The Virginia General Assembly convened for its 2023 session in Richmond Jan. 11, 2023. (Sarah Vogelsong / Virginia Mercury)
Hundreds of bills are filed for General Assembly consideration each year. In this occasional series, the Mercury takes a look at a few of the proposals that might not otherwise make headlines during the whirlwind legislative session.
House Bill 1734 – Implicit bias training for practitioners working with pregnant persons
This legislation from Del. Chris Head, R-Roanoke, is part of a bipartisan effort that would require practitioners who have direct contact with persons who are or may become pregnant to complete two hours of continuing education related to implicit bias and cultural competency in health care.
The Virginia Board of Medicine would adopt and implement the policies and require that the education be completed at least once every other license renewal cycle, which is every two years.The bill defines implicit bias as “a bias or prejudice that is present but not consciously held or recognized.”
An identical version of the bill introduced this year by Sen. Mamie Locke, D-Hampton, was struck in committee Thursday, with the panel agreeing to send a letter to the Task Force on Maternal Health Data and Quality Measures asking for a study.
Advocates have been calling for solutions to narrow the gap in racial disparities in maternal mortality for years, and multiple studies have confirmed that many medical professionals do hold implicit biases that affect quality of care.
Black women in Virginia are more than twice as likely to die in childbirth than white women, according to a 2017 report from the Virginia Department of Health. In 2020, non-Hispanic Black women nationwide experienced maternal mortality rates nearly three times higher than those of their white counterparts, according to the National Center for Health Statistics.
This is the eighth piece of legislation brought before the General Assembly to require implicit bias training for health care providers since 2022.
House Bill 1458 – Limiting certain geriatric prisoners from petitioning the Parole Board for release
This bill from Del. Jason Ballard, R-Giles, would expand the list of offenses that prohibit a person from petitioning the Parole Board for conditional release as a geriatric prisoner.
Current law allows any geriatric prisoner serving a sentence for a felony offense other than a Class 1 felony — the most serious type of crime, such as capital murder — to petition the Parole Board for conditional release. The designation includes any person who has reached the age of 65 or older and has served at least five years of his or her sentence or anyone has reached the age of 60 and has served at least 10 years of his or her sentence.
Ballard’s legislation would expand the list of felony offenses that prohibit geriatric prisoners from petitioning the Parole Board to include crimes such as murder of a pregnant woman, killing a fetus, lynching, acts of terrorism, kidnapping or abduction, robbery or carjacking and treason, among others.

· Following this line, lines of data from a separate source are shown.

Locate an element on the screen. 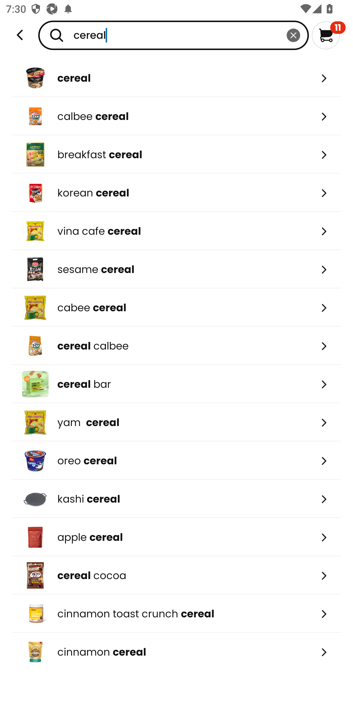 The width and height of the screenshot is (353, 726). sesame cereal is located at coordinates (176, 269).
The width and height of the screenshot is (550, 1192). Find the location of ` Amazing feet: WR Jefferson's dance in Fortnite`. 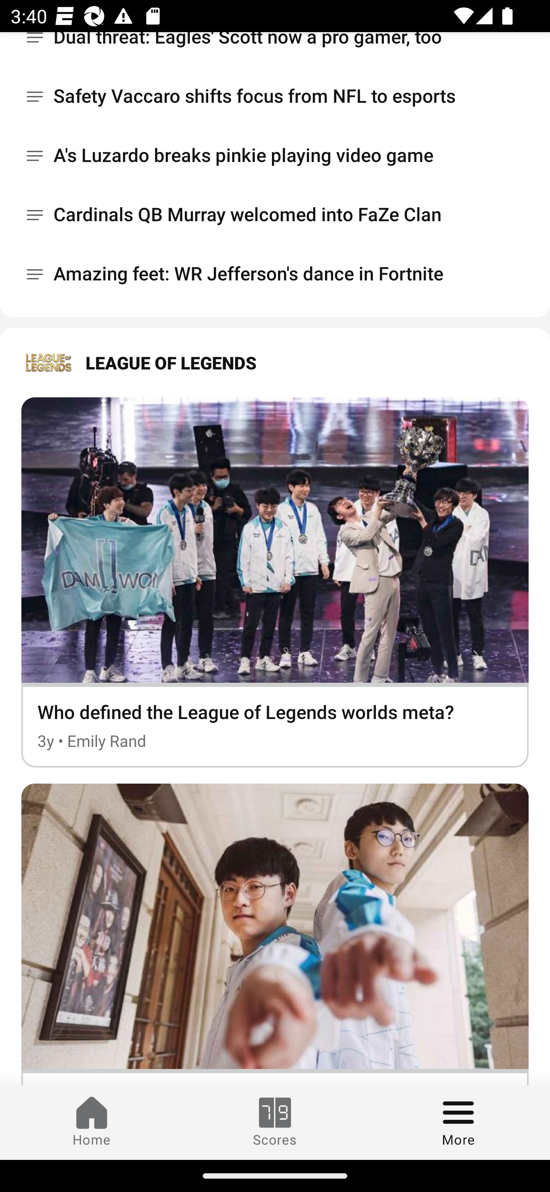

Lawmakers voted along party lines to move forward with the bill in subcommittee this week.
Senate Bill 1545 – Eviction and foreclosure relief for furloughed federal agency employees during a shutdown
SB 1545 from Sen. Aaron Rouse, D-Virginia Beach, would provide temporary relief from eviction and foreclosure proceedings for certain Virginians who are furloughed or lose wages or payments as a result of a partial closure of the federal government. Eligible residents would include employees of U.S. government agencies and contractors for those agencies.
Under these circumstances, an employee would be granted an extra 60 days of protection from eviction for nonpayment of rent if he or she provides written proof of being furloughed.
Additionally, a 30-day stay will be granted if an employee owns a one- to four-family residential property and faces foreclosure, or if the owner of a property facing foreclosure has a tenant who was furloughed by the federal government within 90 days of the closure or 90 days following the end of the closure.
The bill defines the closure of the U.S. government as a “closure of one or more agencies of the United States federal government for a period of 14 consecutive days or longer as a result of a lapse of appropriation.”
Senate lawmakers unanimously moved forward with the bill in a subcommittee last week and full committee this week.
The last federal government closure was in December 2018 and lasted 35 days – the longest in the country’s history.